North

Cancer survivor says travelling south for chemo left her 'drained'

Cancer patients who were undergoing chemotherapy treatment at Stanton hospital in Yellowknife have been transferred to a facility in Edmonton. N.W.T. health officials aren't sure when the service will return.

N.W.T. health authority says more time is needed to improve cancer treatment program in Yellowknife

Kelsey McGinley, right, is pictured with her fiancé Brent Townend. She is now cancer-free, but said travelling between Edmonton and Hay River for her chemotherapy treatment in 2016 was draining. (Submitted by Christina Marie Photography)

Northwest Territories residents requiring chemotherapy treatment will have to keep travelling to Edmonton in order to get it.

The N.W.T. Health and Social Services Authority has announced the service won't be returning to Stanton Territorial Hospital in Yellowknife this month, as was originally intended.

In fact, officials are not sure when the service will return.

In a Feb. 12 update, the health authority said it is facing a number of challenges that have postponed the return of chemotherapy services to the hospital.

Health officials say they will keep the public abreast of updates when they become available. (Kirsten Murphy/CBC)

Those include issues co-ordinating staff schedules so they can receive training, and the potential need to purchase new equipment.

"This process is affected by external factors and at this time it is not possible to provide an accurate timeline for this work to be complete," states the update posted online.

Chemotherapy services were temporarily put on hold in December, after Cancer Control Alberta conducted a review of cancer care and chemotherapy treatment at Stanton.

A number of suggestions to improve services came out of the review, including more training for staff and policy improvements.

However, the health authority said in its update that it — not Cancer Control Alberta — made the decision to put the chemotherapy program on pause in order to improve it.

It added it is "not aware of any harm caused by the chemotherapy program as it was operating before suspension."

Cancer patients who were undergoing chemotherapy treatment at Stanton have since been transferred to the Cross Cancer Institute in Edmonton, according to the health authority.

There were 30 people affected by the suspension in December.

Exhausting treatment

Kelsey McGinley, of Hay River, runs a cancer sharing circle for those affected by the disease.

The 32-year-old was diagnosed in 2016 with a rare form of cancer called choriocarcinoma, which normally forms in a woman's uterus, but started on the outside of her cervix.

Although she has been cancer-free since that summer, she underwent an exhausting, four-month stretch of chemotherapy in Edmonton that required her to travel back and forth to Hay River in order to see her two young children.

Some days, she spent eight hours receiving treatment at the hospital, leaving her feeling tired and ill.

I would be so drained by the end of it that I couldn't even hold my head up.- Kelsey McGinley

"There was a lot of those four months that I couldn't even get out of bed on my own," said McGinley.

"So the airplane ride was really, really hard on me."

McGinley said she "could not imagine" what it's like for N.W.T. residents in more remote, northern communities to have to travel out of the territory to get the help they need.

"I couldn't even get out of bed to walk to the washroom by myself," she said.

"So taking a plane ride was really difficult for me, and I would be so drained by the end of it that I couldn't even hold my head up."

Updates coming

No one from the health authority was available to comment.

However, its update states patients have been informed of the continued service delay and will be kept abreast of any other changes.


__Task requirements__: In your answer, every line of the records should be written out exactly.

__Record excerpts__:
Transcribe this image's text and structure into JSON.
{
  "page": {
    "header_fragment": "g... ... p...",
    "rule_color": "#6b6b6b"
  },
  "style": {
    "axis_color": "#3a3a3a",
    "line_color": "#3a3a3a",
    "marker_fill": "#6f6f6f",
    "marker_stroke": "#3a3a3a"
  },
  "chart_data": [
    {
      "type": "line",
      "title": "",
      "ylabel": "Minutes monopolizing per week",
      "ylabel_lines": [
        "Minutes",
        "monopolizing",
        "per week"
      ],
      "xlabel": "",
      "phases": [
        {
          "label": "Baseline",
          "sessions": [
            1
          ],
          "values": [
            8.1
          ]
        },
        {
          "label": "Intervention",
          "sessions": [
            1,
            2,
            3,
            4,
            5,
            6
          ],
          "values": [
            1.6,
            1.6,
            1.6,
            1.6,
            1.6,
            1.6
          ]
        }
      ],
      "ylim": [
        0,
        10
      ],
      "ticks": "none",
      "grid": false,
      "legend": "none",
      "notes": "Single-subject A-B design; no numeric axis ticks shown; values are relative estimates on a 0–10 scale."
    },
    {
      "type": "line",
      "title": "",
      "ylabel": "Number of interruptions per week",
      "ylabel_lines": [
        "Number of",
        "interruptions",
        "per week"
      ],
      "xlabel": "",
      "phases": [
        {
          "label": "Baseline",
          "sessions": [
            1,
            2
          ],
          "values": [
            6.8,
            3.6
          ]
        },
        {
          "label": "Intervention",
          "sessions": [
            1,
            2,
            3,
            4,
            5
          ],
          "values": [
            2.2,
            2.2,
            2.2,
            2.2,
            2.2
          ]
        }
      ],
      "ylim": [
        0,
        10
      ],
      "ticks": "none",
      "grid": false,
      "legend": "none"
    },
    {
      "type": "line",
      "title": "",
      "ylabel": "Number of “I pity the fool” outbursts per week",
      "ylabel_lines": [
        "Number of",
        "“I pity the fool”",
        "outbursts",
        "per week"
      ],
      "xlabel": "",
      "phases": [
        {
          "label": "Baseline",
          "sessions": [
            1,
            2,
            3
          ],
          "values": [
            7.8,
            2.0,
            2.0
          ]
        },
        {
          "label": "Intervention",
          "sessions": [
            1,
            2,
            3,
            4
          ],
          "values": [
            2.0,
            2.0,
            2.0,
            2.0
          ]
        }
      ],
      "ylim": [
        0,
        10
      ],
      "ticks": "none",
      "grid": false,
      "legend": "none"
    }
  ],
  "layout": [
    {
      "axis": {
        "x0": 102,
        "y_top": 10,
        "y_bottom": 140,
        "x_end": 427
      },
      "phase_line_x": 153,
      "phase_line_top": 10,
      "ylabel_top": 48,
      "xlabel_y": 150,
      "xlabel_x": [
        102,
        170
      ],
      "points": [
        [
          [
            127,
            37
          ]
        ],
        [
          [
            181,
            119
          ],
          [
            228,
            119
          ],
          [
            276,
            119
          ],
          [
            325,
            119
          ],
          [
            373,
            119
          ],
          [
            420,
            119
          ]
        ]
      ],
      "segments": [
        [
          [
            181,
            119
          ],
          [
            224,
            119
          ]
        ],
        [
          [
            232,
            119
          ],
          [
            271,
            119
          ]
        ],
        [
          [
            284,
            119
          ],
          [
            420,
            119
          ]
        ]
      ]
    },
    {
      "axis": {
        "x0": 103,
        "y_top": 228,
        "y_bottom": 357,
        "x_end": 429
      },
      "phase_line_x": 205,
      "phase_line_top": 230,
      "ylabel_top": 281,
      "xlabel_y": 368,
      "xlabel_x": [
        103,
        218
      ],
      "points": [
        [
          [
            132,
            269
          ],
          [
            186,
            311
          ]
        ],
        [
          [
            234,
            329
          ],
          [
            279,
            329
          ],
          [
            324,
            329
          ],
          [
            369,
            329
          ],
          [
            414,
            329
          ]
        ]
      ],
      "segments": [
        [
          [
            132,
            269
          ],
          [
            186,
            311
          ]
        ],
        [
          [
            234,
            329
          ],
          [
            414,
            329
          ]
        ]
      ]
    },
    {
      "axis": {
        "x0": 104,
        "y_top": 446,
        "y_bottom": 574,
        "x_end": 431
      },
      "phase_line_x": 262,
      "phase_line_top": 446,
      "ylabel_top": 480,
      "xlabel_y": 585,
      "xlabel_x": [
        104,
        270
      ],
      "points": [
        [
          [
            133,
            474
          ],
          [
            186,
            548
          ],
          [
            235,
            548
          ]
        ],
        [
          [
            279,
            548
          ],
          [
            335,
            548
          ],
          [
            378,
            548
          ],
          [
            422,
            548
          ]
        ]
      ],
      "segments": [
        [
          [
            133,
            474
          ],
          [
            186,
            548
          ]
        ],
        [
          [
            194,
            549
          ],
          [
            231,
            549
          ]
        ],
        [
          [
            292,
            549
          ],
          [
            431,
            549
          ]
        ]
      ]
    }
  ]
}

__Answer box__:
Transcribe this image's text and structure into JSON.
{
  "page": {
    "header_fragment": "g... ... p...",
    "rule_color": "#6b6b6b"
  },
  "style": {
    "axis_color": "#3a3a3a",
    "line_color": "#3a3a3a",
    "marker_fill": "#6f6f6f",
    "marker_stroke": "#3a3a3a"
  },
  "chart_data": [
    {
      "type": "line",
      "title": "",
      "ylabel": "Minutes monopolizing per week",
      "ylabel_lines": [
        "Minutes",
        "monopolizing",
        "per week"
      ],
      "xlabel": "",
      "phases": [
        {
          "label": "Baseline",
          "sessions": [
            1
          ],
          "values": [
            8.1
          ]
        },
        {
          "label": "Intervention",
          "sessions": [
            1,
            2,
            3,
            4,
            5,
            6
          ],
          "values": [
            1.6,
            1.6,
            1.6,
            1.6,
            1.6,
            1.6
          ]
        }
      ],
      "ylim": [
        0,
        10
      ],
      "ticks": "none",
      "grid": false,
      "legend": "none",
      "notes": "Single-subject A-B design; no numeric axis ticks shown; values are relative estimates on a 0–10 scale."
    },
    {
      "type": "line",
      "title": "",
      "ylabel": "Number of interruptions per week",
      "ylabel_lines": [
        "Number of",
        "interruptions",
        "per week"
      ],
      "xlabel": "",
      "phases": [
        {
          "label": "Baseline",
          "sessions": [
            1,
            2
          ],
          "values": [
            6.8,
            3.6
          ]
        },
        {
          "label": "Intervention",
          "sessions": [
            1,
            2,
            3,
            4,
            5
          ],
          "values": [
            2.2,
            2.2,
            2.2,
            2.2,
            2.2
          ]
        }
      ],
      "ylim": [
        0,
        10
      ],
      "ticks": "none",
      "grid": false,
      "legend": "none"
    },
    {
      "type": "line",
      "title": "",
      "ylabel": "Number of “I pity the fool” outbursts per week",
      "ylabel_lines": [
        "Number of",
        "“I pity the fool”",
        "outbursts",
        "per week"
      ],
      "xlabel": "",
      "phases": [
        {
          "label": "Baseline",
          "sessions": [
            1,
            2,
            3
          ],
          "values": [
            7.8,
            2.0,
            2.0
          ]
        },
        {
          "label": "Intervention",
          "sessions": [
            1,
            2,
            3,
            4
          ],
          "values": [
            2.0,
            2.0,
            2.0,
            2.0
          ]
        }
      ],
      "ylim": [
        0,
        10
      ],
      "ticks": "none",
      "grid": false,
      "legend": "none"
    }
  ],
  "layout": [
    {
      "axis": {
        "x0": 102,
        "y_top": 10,
        "y_bottom": 140,
        "x_end": 427
      },
      "phase_line_x": 153,
      "phase_line_top": 10,
      "ylabel_top": 48,
      "xlabel_y": 150,
      "xlabel_x": [
        102,
        170
      ],
      "points": [
        [
          [
            127,
            37
          ]
        ],
        [
          [
            181,
            119
          ],
          [
            228,
            119
          ],
          [
            276,
            119
          ],
          [
            325,
            119
          ],
          [
            373,
            119
          ],
          [
            420,
            119
          ]
        ]
      ],
      "segments": [
        [
          [
            181,
            119
          ],
          [
            224,
            119
          ]
        ],
        [
          [
            232,
            119
          ],
          [
            271,
            119
          ]
        ],
        [
          [
            284,
            119
          ],
          [
            420,
            119
          ]
        ]
      ]
    },
    {
      "axis": {
        "x0": 103,
        "y_top": 228,
        "y_bottom": 357,
        "x_end": 429
      },
      "phase_line_x": 205,
      "phase_line_top": 230,
      "ylabel_top": 281,
      "xlabel_y": 368,
      "xlabel_x": [
        103,
        218
      ],
      "points": [
        [
          [
            132,
            269
          ],
          [
            186,
            311
          ]
        ],
        [
          [
            234,
            329
          ],
          [
            279,
            329
          ],
          [
            324,
            329
          ],
          [
            369,
            329
          ],
          [
            414,
            329
          ]
        ]
      ],
      "segments": [
        [
          [
            132,
            269
          ],
          [
            186,
            311
          ]
        ],
        [
          [
            234,
            329
          ],
          [
            414,
            329
          ]
        ]
      ]
    },
    {
      "axis": {
        "x0": 104,
        "y_top": 446,
        "y_bottom": 574,
        "x_end": 431
      },
      "phase_line_x": 262,
      "phase_line_top": 446,
      "ylabel_top": 480,
      "xlabel_y": 585,
      "xlabel_x": [
        104,
        270
      ],
      "points": [
        [
          [
            133,
            474
          ],
          [
            186,
            548
          ],
          [
            235,
            548
          ]
        ],
        [
          [
            279,
            548
          ],
          [
            335,
            548
          ],
          [
            378,
            548
          ],
          [
            422,
            548
          ]
        ]
      ],
      "segments": [
        [
          [
            133,
            474
          ],
          [
            186,
            548
          ]
        ],
        [
          [
            194,
            549
          ],
          [
            231,
            549
          ]
        ],
        [
          [
            292,
            549
          ],
          [
            431,
            549
          ]
        ]
      ]
    }
  ]
}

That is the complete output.